Eco-villages have long been considered laboratories or experiments in sustainable practices, and, as with any experiment, some results are different than intended.

Van Leuven noticed this when she studied in Auroville. She thought the community was so focused on the vision of its founder, who villagers refer to as “the mother,” that other problems were overlooked. She found the gold-plated structures in the meditation center a poor use of resources and the presence of motorcycles where there used to be only bikes disheartening.   

“It was good to actually see what you’ve been dreaming about,” Van Leuven says. “It seems like young people are excited about the sustainability movement and hear about places like Auroville and say, ‘why isn’t the rest of the world like that?’ If you go, you realize how difficult it is.”       

Still, despite their difficulties, eco-villages are attracting serious attention from people who once looked at them as misguided hippie creations.

 “Ten years ago if you were at Findhorn you wouldn’t have government representatives coming near the place…,” Thompson says.

Findhorn currently grows more than 70 percent of its own fresh food, produces more than 100 percent of the electricity it uses, has erected 45 ecological buildings, and sustainably disposes of its own waste—none of which are small achievements. 

“…There’s been a total flip that now governments are bragging about places like Auroville and Findhorn,” Thompson continued. “[They’re asking] ‘how are you doing this?  How can you help us become more sustainable in our greater city or greater country?’”

And as eco-villages become agents of change for the greater areas in which they are scattered, studying abroad in them may have a similar effect on international education.

Greenberg will head a task force this year to recommend sustainable solutions to NAFSA, an organization for international educators with more than 10,000 members in 150 countries.

“I honestly believe that, with what’s coming down the pipe, what we’re doing needs to become standard practice,” Greenberg says. “I mean, not necessarily going to eco-villages, but in terms of considering carbon emissions and looking at how we can make programs and programming as sustainable as possible.
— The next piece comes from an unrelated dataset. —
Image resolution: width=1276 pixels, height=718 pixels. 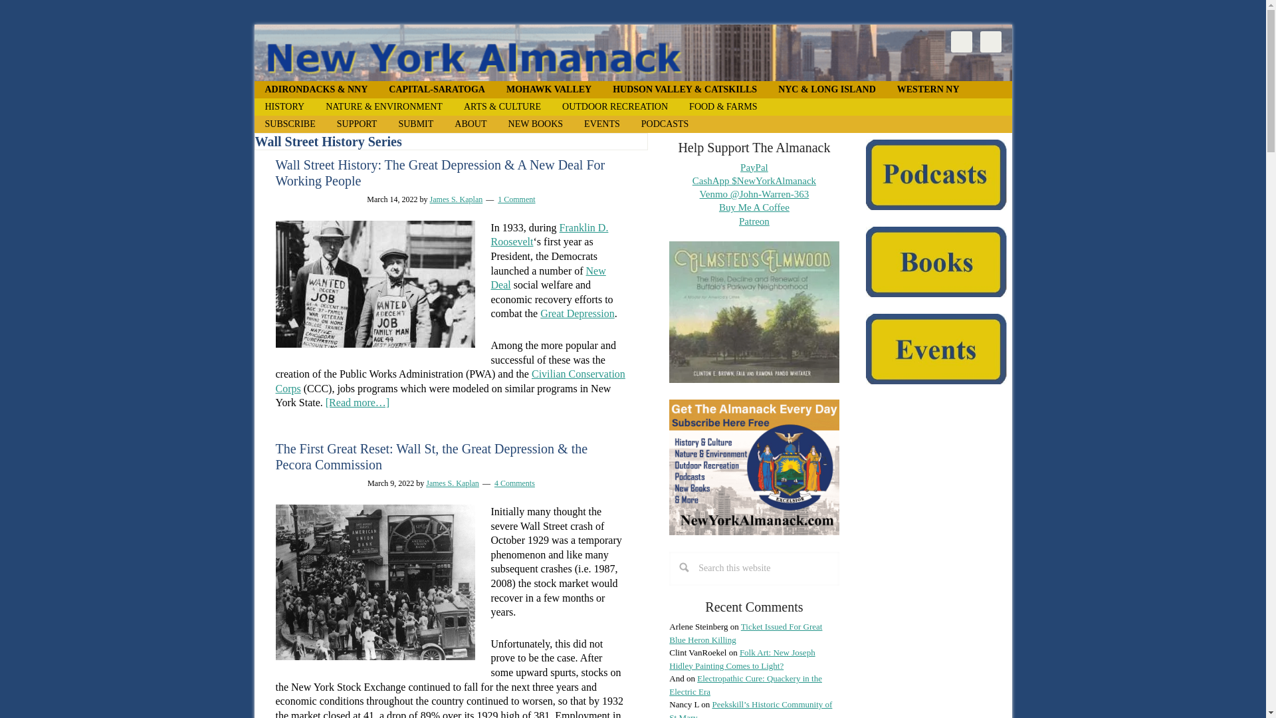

This needs to become something across the field, not just something ‘environmental’ programs are doing.”

This bio was accurate at the time of publication: Sarah Kessler is a sophomore Journalism major at Northwestern University and Abroad View's Closer Look editor.

 

What Makes an Eco-Village?

In the article “The Eco-village Challenge,” Robert Gilman, president of Context Institute, a nonprofit research organization that explores what is involved in creating a humane sustainable culture, defines an eco-village by five major principles:

1. An eco-village is a “human scale,” which refers to a population within which it is possible to know and be known by others and to feel a personal impact on the community. Generally the population where this can be achieved is about 100 to 500 people.
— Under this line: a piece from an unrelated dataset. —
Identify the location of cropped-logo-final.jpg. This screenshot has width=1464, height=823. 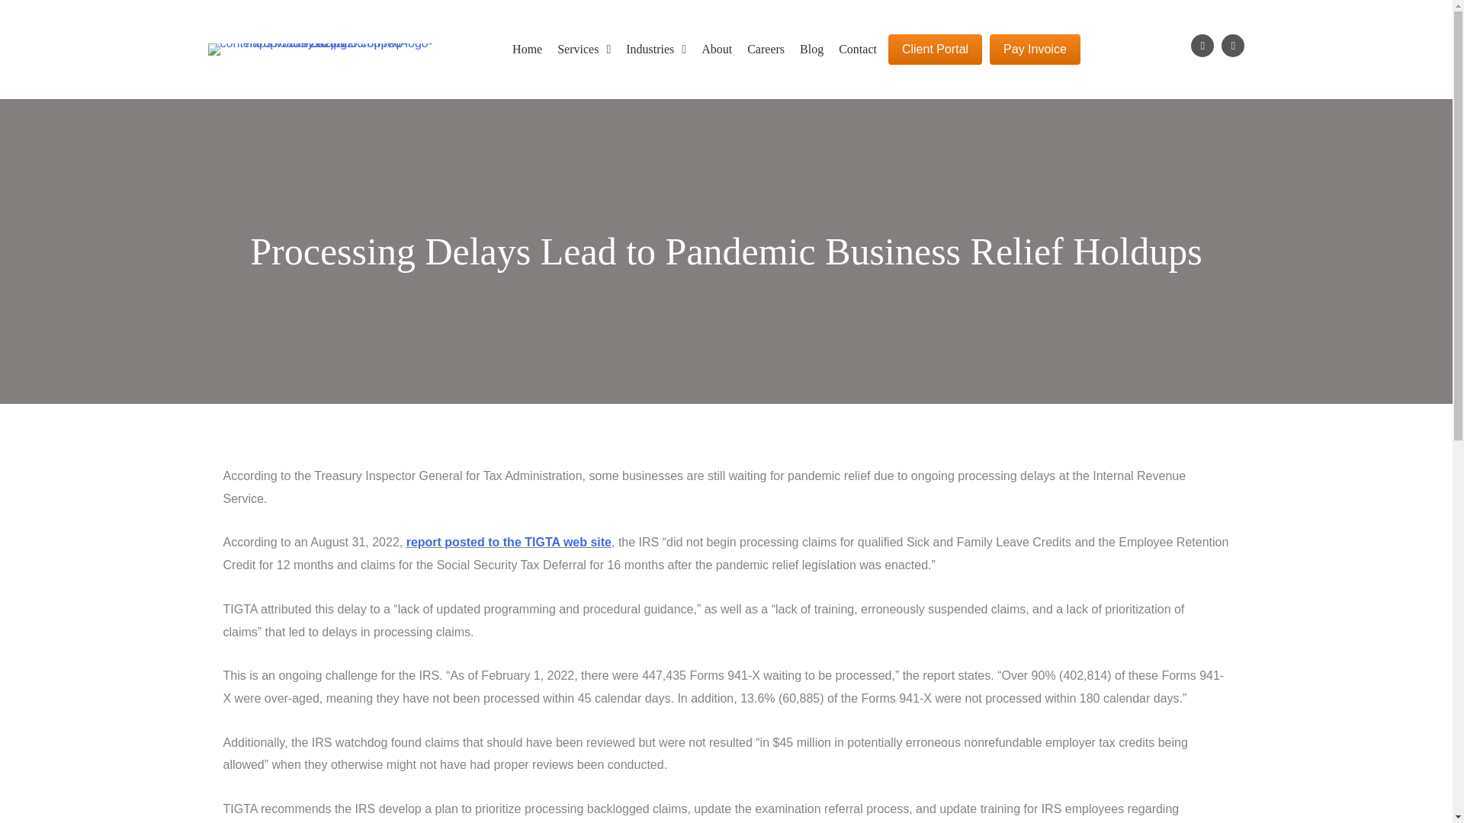
(319, 50).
2. It is a “full-featured settlement,” in that day-to-day needs like shelter, employment, and recreation are met within the community.

3. It is a place in which “human activities are harmlessly integrated into the natural world”; eco-villages use renewable energy, compost waste, and avoid toxic substances.

4. It ”supports healthy human development.” Eco-villages promote growth in the physical, emotional, mental, and spiritual aspects of healthy life.

5. It can be ”successfully continued into the indefinite future.” Eco-villages must be sustainable, which means they cannot be dependent upon unsustainable practices elsewhere or exclusive of a stage of life such as childhood or old age.